You are currently browsing the tag archive for the ‘Tappan Zee II’ tag.
Location 1? Do you know this tug?
Location 2. Tug Rachel is with this
unusual looking cargo ship, Lihue.
Viking pushes southbound past Castle Rock and
Comet northbound along the Hudson River.
Near the west end of the East River, it’s C. Angelo and
near the east end, it’s Navigator with GT Bulkmaster heading west and Ellen McAllister, east.
Working near the TZ Bridge some years back, it’s Tappan Zee II.
And finally, on the northern end of Lake Huron, it’s Avenger IV
heading for the Soo.
To answer the first question, that’s Coney Island with the Goethals Bridge and Linden refinery in the background, making this the Elizabeth River in Elizabethport NJ.
And the second question, it’s Seattle. Photo thanks to Kyle Stubbs. Lihue, ex-President Hoover III, ex-Thomas E. Cuffe, 1971, may be at the end of Rachel‘s towline along the coast of Oregon, heading for the Panama Canal and then . . . Texas for scrap. She’s probably the last of LASH (C8-S-81e) vessels built, along with President Tyler IV and President Grant V, scrapped more than 10 years ago. She’s been a survivor.
Click on the photo below to learn more about a 1970 container ship still moving boxes, up to 482 teu at a time. Explorador!
All other photos, WVD, at points in various places since 2017.
This view looks south at what for a short term will be two TZ Bridges.
Lurking around the supports is the Tappan Zee II, bridge-dedicated tugboat, profiled a year and a half ago here.
At some point soon, the bridge to the right will be gone.
I’ve read the new TZ Bridge has a projected lifespan of a century. What will the shoreline look like in 2117?
Where will the Left Coast Lifter lift next?
And here’s the current view looking northward.
All photos by Will Van Dorp.
More on the TZ construction can be found here, thanks to William A. Hyman.
Here’s a seldom-seen tugboat, delivered in 1977 by Gladding Hearn, who builds everything from rowboats to pilot boats to tugboats . . . it’s Tappan Zee II,
dedicated to serving the bridges (for now, plural) and waters called the Tappan Zee. In the distance is the renowned Left Coast Lifter.
Here’s a photo of Patriot, which had a mishap the next day from when I took the photo.
Here’s Fred Johannsen, formerly known as Marco Island.
Here comes Kimberly Poling with Edwin A. Poling, rounding the bend between West Point and Garrison. Can anyone identify the yellow/tan house on the ridge line?
In roughly the same location, it’s Mister Jim with some very deep stone scows.
And I’ll end today’s post with an unidentified tugboat near Newburgh.
All photos by Will Van Dorp, who’s back in the sixth boro but recapitulating the trip west . . . a task which could take a month.
I hope to see some of you at the screening of Graves of Arthur Kill at the the Staten Island ferry terminal on August 13.
By 1330 Tuesday, we docked at West Point, the first non-red pushpin in yesterday’s map. Working backward, we saw Tappan Zee II at the TZ, as we did
the Left Coast Lifter.
Off the Palisades, we saw Sarah D;
in Wallabout Bay, C. Angelo;
at the southern end of Narragansett Bay, Dace Reinauer; and
and Suomigracht with Cape Wind turbine blades,
and soon after departing Warren, we saw Buckley McAllister.
All photos by Will Van Dorp, who is posting these without any alterations. We saw much more as well. Cheers.
Here’s a collage of images as my last roundup 2013 post:
a half dozen working tugboats and a covered barge as seen looking east from the Second Street Bridge,
a float plane that might have imagined this to be a different type of gathering,
a swimmer in the water either doing a northern style Richard Halliburton re-enactment or setting out to do an underwater survey mission as the lock is –unbeknownst to her–about to open,
(For more complete info on what’s going on here with the swimmer, check this post by bubbling-blowing bowsprite.)
my possible future employer shoehorning an Eriemax passenger vessel into the first lock in the flight,
waterdogs go fishing,
Onrust resplendant,
a Dutch barge,
Urger dried out for some emergency surgery along
with Tappan Zee II,
Eighth Sea and Bill’s exercise machine,
Stu’s Dragonfly,
the pilot’s understanding of the pushoff contest,
and in Troy, some public art designed to assist memory . . . the Soldier’s and Sailor’s Monument with goddess Columbia blowing her horn high above Troy, as seen from Tug44.
All fotos by Will Van Dorp. See you in Waterford in 2014, I hope.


Task details :: Return every line of the data below, exactly.

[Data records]
────────────────────────────────────────

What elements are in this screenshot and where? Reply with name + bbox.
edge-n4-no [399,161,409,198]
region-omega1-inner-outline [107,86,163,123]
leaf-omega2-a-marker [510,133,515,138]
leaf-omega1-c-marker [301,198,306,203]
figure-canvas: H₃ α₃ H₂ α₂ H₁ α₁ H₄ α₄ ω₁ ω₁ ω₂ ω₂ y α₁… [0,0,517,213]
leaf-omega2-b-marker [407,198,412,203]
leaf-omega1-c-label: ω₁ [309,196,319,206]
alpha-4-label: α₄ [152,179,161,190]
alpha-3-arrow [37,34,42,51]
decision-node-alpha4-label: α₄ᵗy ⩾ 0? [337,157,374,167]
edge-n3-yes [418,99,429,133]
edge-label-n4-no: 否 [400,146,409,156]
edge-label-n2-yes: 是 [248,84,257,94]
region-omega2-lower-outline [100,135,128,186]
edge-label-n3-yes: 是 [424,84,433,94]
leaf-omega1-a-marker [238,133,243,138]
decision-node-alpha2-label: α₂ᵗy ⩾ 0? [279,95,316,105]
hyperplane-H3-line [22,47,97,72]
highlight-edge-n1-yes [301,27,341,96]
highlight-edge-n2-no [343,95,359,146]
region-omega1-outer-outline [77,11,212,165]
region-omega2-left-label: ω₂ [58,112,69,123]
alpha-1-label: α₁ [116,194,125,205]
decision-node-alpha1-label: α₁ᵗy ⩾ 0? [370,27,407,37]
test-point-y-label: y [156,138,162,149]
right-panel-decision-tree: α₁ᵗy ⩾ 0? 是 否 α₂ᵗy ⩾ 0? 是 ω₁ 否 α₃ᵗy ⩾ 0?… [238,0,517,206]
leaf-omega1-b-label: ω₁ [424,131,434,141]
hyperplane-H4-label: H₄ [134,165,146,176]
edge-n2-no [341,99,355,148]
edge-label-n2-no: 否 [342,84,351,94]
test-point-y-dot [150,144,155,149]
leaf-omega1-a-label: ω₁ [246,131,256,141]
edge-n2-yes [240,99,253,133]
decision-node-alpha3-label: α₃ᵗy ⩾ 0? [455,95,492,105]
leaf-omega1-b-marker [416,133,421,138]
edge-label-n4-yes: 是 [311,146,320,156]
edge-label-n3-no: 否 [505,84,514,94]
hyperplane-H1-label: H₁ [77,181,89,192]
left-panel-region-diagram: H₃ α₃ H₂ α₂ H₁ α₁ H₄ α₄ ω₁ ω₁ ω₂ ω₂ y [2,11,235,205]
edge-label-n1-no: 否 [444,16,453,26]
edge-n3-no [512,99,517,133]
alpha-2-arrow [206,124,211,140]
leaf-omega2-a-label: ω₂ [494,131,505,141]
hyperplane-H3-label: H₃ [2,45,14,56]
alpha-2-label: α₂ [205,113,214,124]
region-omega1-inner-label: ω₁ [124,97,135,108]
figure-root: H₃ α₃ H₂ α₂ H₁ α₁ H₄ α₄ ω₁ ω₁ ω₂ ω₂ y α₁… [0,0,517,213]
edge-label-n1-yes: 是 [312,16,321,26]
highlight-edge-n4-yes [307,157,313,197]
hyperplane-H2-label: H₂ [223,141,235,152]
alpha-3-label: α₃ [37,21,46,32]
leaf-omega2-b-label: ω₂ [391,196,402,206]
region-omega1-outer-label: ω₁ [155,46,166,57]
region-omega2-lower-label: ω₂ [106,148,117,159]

────────────────────────────────────────

Solution to the exercise ::
What elements are in this screenshot and where? Reply with name + bbox.
edge-n4-no [399,161,409,198]
region-omega1-inner-outline [107,86,163,123]
leaf-omega2-a-marker [510,133,515,138]
leaf-omega1-c-marker [301,198,306,203]
figure-canvas: H₃ α₃ H₂ α₂ H₁ α₁ H₄ α₄ ω₁ ω₁ ω₂ ω₂ y α₁… [0,0,517,213]
leaf-omega2-b-marker [407,198,412,203]
leaf-omega1-c-label: ω₁ [309,196,319,206]
alpha-4-label: α₄ [152,179,161,190]
alpha-3-arrow [37,34,42,51]
decision-node-alpha4-label: α₄ᵗy ⩾ 0? [337,157,374,167]
edge-n3-yes [418,99,429,133]
edge-label-n4-no: 否 [400,146,409,156]
edge-label-n2-yes: 是 [248,84,257,94]
region-omega2-lower-outline [100,135,128,186]
edge-label-n3-yes: 是 [424,84,433,94]
leaf-omega1-a-marker [238,133,243,138]
decision-node-alpha2-label: α₂ᵗy ⩾ 0? [279,95,316,105]
hyperplane-H3-line [22,47,97,72]
highlight-edge-n1-yes [301,27,341,96]
highlight-edge-n2-no [343,95,359,146]
region-omega1-outer-outline [77,11,212,165]
region-omega2-left-label: ω₂ [58,112,69,123]
alpha-1-label: α₁ [116,194,125,205]
decision-node-alpha1-label: α₁ᵗy ⩾ 0? [370,27,407,37]
test-point-y-label: y [156,138,162,149]
right-panel-decision-tree: α₁ᵗy ⩾ 0? 是 否 α₂ᵗy ⩾ 0? 是 ω₁ 否 α₃ᵗy ⩾ 0?… [238,0,517,206]
leaf-omega1-b-label: ω₁ [424,131,434,141]
hyperplane-H4-label: H₄ [134,165,146,176]
edge-n2-no [341,99,355,148]
edge-label-n2-no: 否 [342,84,351,94]
test-point-y-dot [150,144,155,149]
leaf-omega1-a-label: ω₁ [246,131,256,141]
edge-n2-yes [240,99,253,133]
decision-node-alpha3-label: α₃ᵗy ⩾ 0? [455,95,492,105]
leaf-omega1-b-marker [416,133,421,138]
edge-label-n4-yes: 是 [311,146,320,156]
edge-label-n3-no: 否 [505,84,514,94]
hyperplane-H1-label: H₁ [77,181,89,192]
left-panel-region-diagram: H₃ α₃ H₂ α₂ H₁ α₁ H₄ α₄ ω₁ ω₁ ω₂ ω₂ y [2,11,235,205]
edge-label-n1-no: 否 [444,16,453,26]
edge-n3-no [512,99,517,133]
alpha-2-arrow [206,124,211,140]
leaf-omega2-a-label: ω₂ [494,131,505,141]
hyperplane-H3-label: H₃ [2,45,14,56]
alpha-2-label: α₂ [205,113,214,124]
region-omega1-inner-label: ω₁ [124,97,135,108]
figure-root: H₃ α₃ H₂ α₂ H₁ α₁ H₄ α₄ ω₁ ω₁ ω₂ ω₂ y α₁… [0,0,517,213]
edge-label-n1-yes: 是 [312,16,321,26]
highlight-edge-n4-yes [307,157,313,197]
hyperplane-H2-label: H₂ [223,141,235,152]
alpha-3-label: α₃ [37,21,46,32]
leaf-omega2-b-label: ω₂ [391,196,402,206]
region-omega1-outer-label: ω₁ [155,46,166,57]
region-omega2-lower-label: ω₂ [106,148,117,159]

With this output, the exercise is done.